The Curriculum Committee, a standing committee of the faculty, has overall responsibility for the program. In addition, each student has their own committee of at least two advisers, two of whom must be professorial faculty. Application material may be obtained at the dean of undergraduate students’ office or website.
ISP Administrative Procedures and Guidelines
- An interested student must recruit at least two professorial faculty members representing at least two different degree-granting options to serve as the ISP faculty committee. Each member of the faculty committee must provide a letter that includes:
- Faculty name and department/division, and the discipline they “represent” within the proposed ISP.

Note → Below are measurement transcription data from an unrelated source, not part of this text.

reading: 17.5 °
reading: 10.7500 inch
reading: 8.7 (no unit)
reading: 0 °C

- Faculty’s assessment of the student’s ISP proposal, including the proposed degree title, as it relates to that faculty’s discipline.

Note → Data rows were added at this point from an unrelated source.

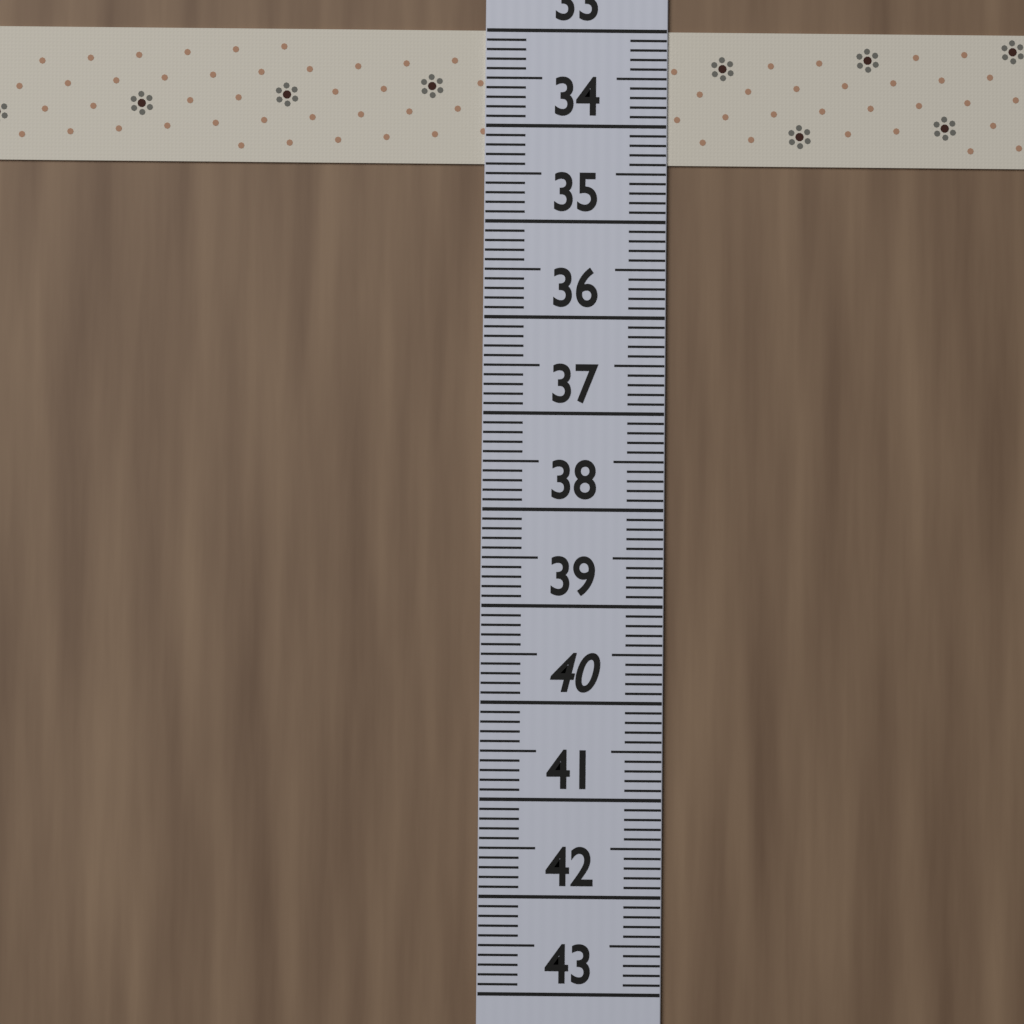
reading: 34.4 (no unit)
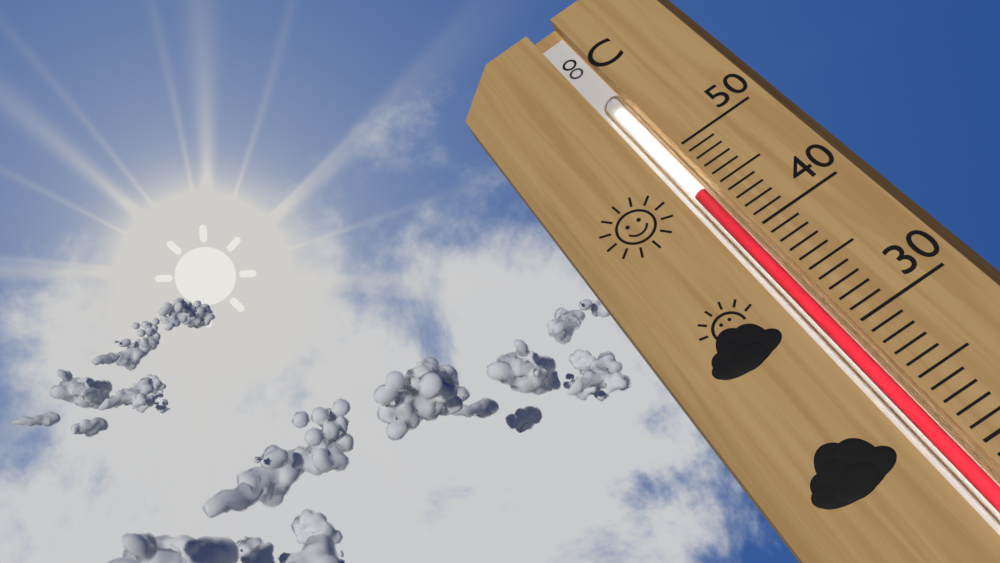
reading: 45 °C
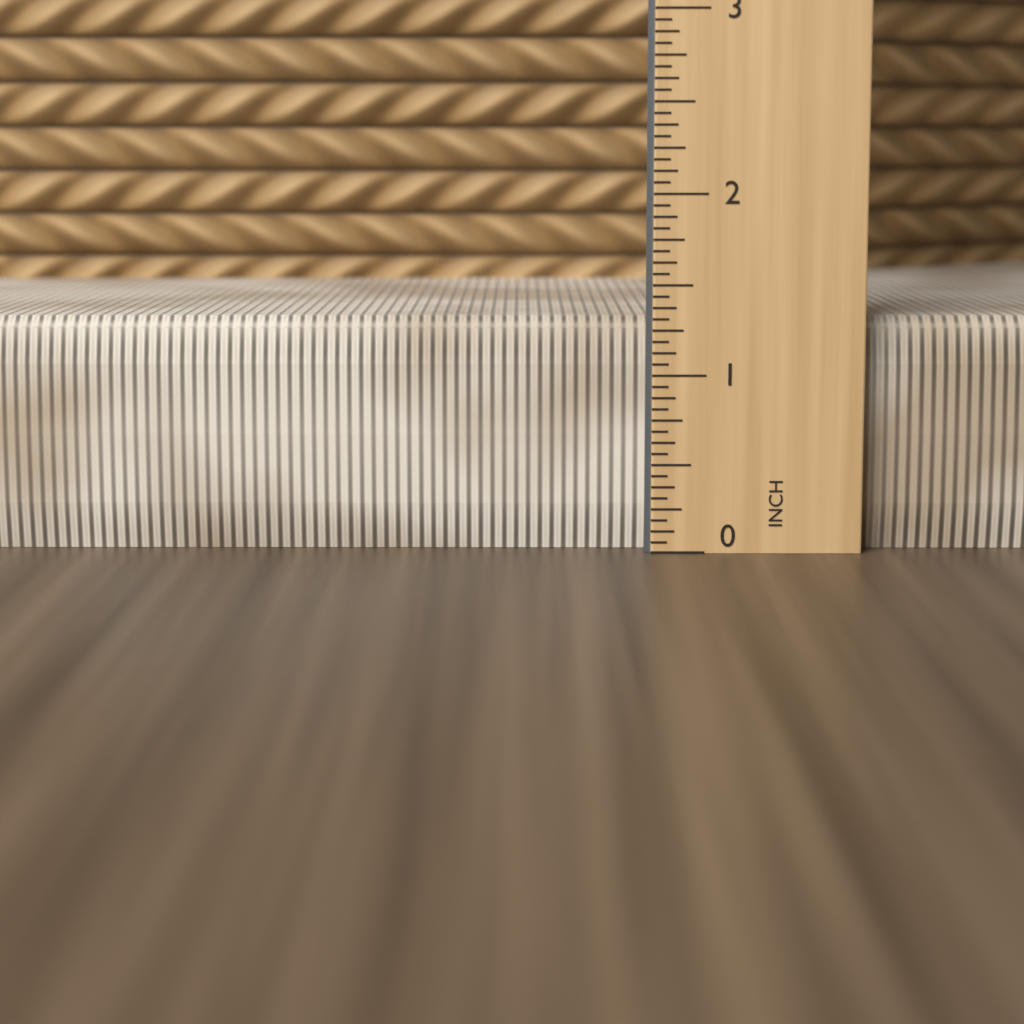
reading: 1.3125 in
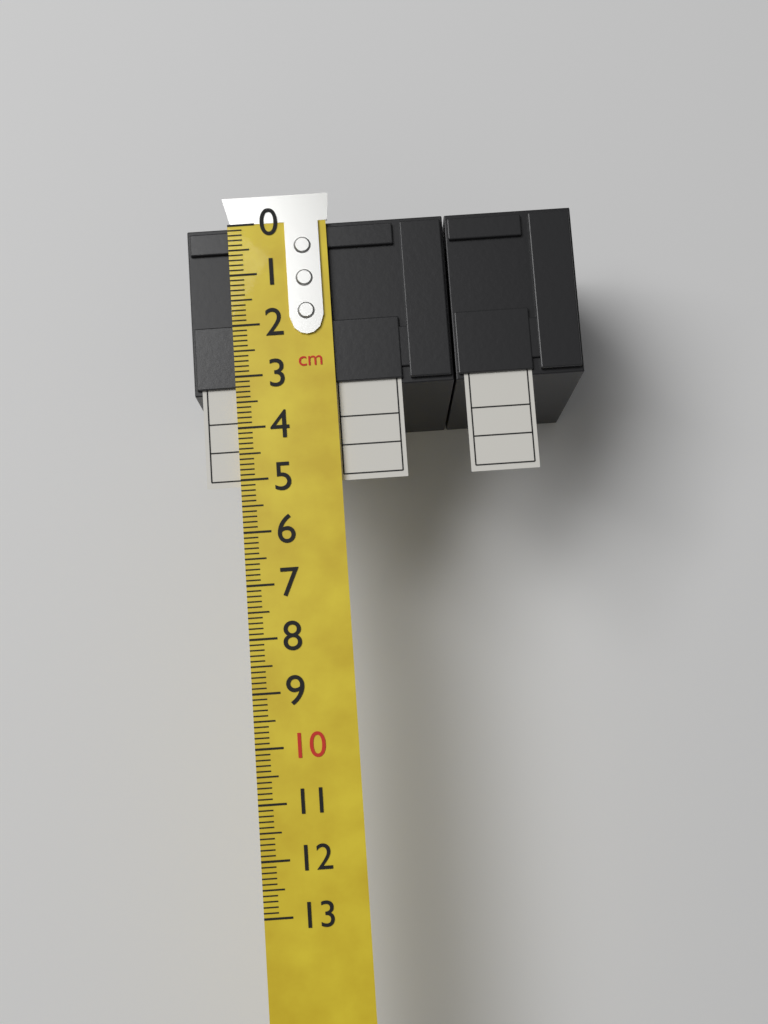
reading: 3.3 cm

- Faculty assessment of whether the student could choose an existing degree-granting option with some acceptable accommodations, rather than create an ISP. That is, does this ISP enable something that could not be accomplished in a single option or major/minor combination.
- Send the ISP proposal (cover sheet, proposed curriculum, and the aforementioned letters from professorial faculty advisers to the dean of undergraduate students for review and approval.

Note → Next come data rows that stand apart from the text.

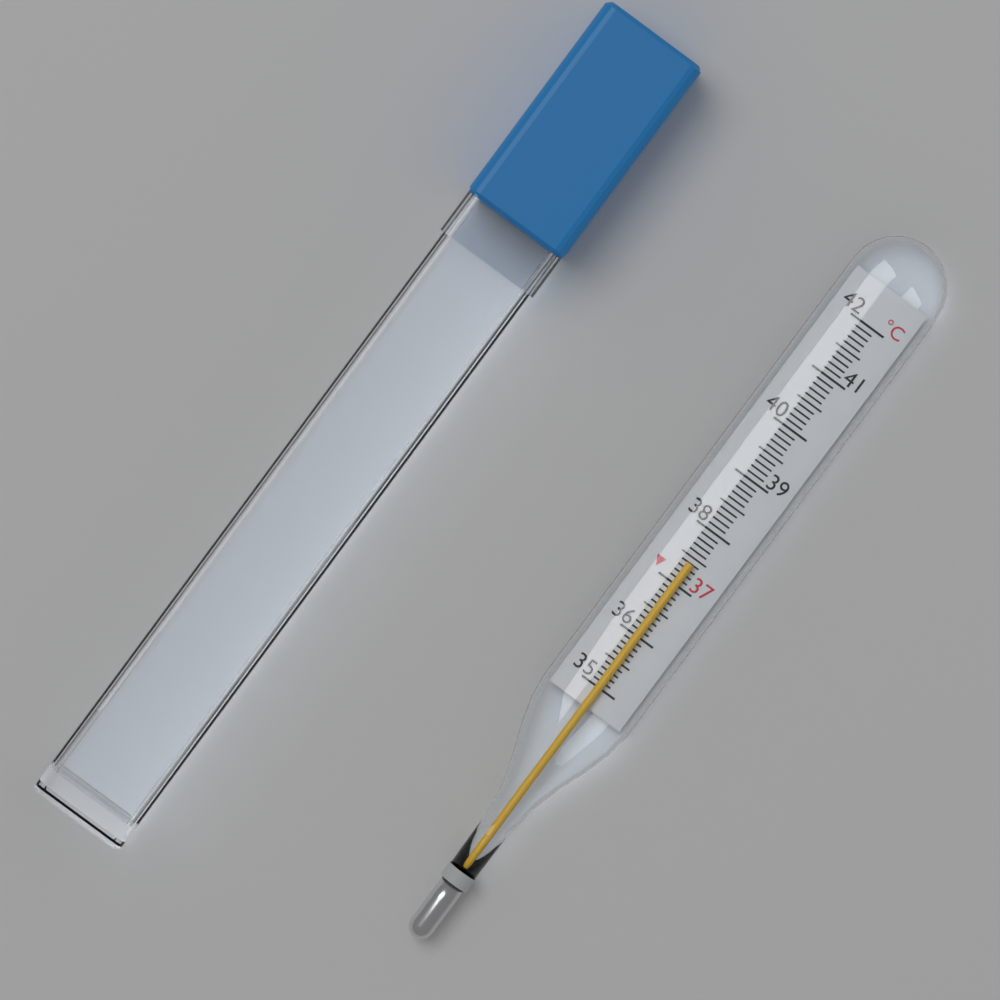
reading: 37.4 °C
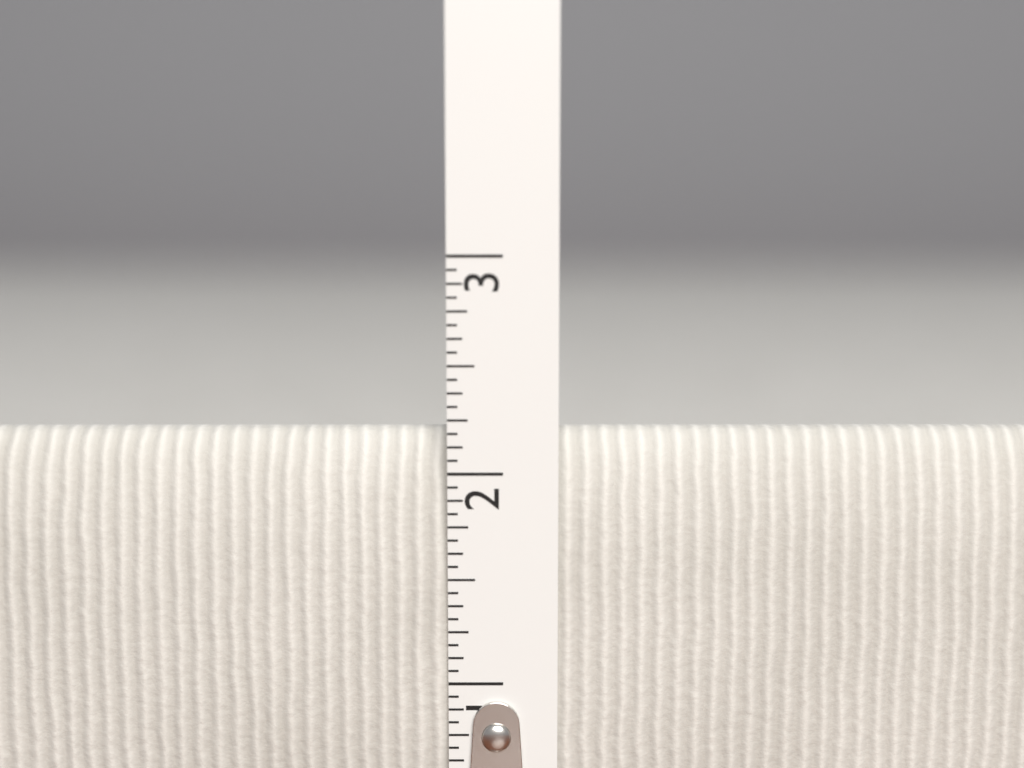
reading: 2.1875 in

- The dean of undergraduate students sends the ISP petition to the Curriculum Committee for review and final approval. This contract includes the agreed-upon content of the student’s program and the methods for ascertaining satisfactory progress for those parts of the student’s program that are not standard Institute courses. This contract may of course be amended, but any amendments must be approved by the committee of two and the Curriculum Committee. Copies of each student’s contract and of all amendments thereto, along with all ISP records for each student and their transcript, are kept in the permanent files of the Registrar’s Office. Passing grades must be earned in a total of 486 units.
- The progress of each student in the ISP is monitored each quarter by the registrar, and any deviations from the terms of the contract are reported to the chair of the Curriculum Committee. Standards for acceptable progress and for satisfactory completion of the terms of the contract are the responsibility of the Curriculum Committee. When the Committee is satisfied that the terms of the contract have been fulfilled by the student, it recommends the student to the faculty for graduation.
- A plan of study may include special ISP courses to accommodate individual programs of study or special research that falls outside ordinary course offerings. In order that credit be received for an ISP course, a written course contract specifying the work to be accomplished, time schedule for progress reports and completed work, units of credit, and form of grading must be agreed upon by the instructor, the student, and the committee of two, and submitted to the registrar prior to initiating the work in the course. ISP courses are recorded on the student’s transcript in the same manner as are other Caltech courses.
- ISPs are intended for multiyear programs. Accordingly, the Curriculum Committee urges students contemplating an ISP to submit their petition during their second year and will not normally consider such petitions any later than the first term of the student’s third year.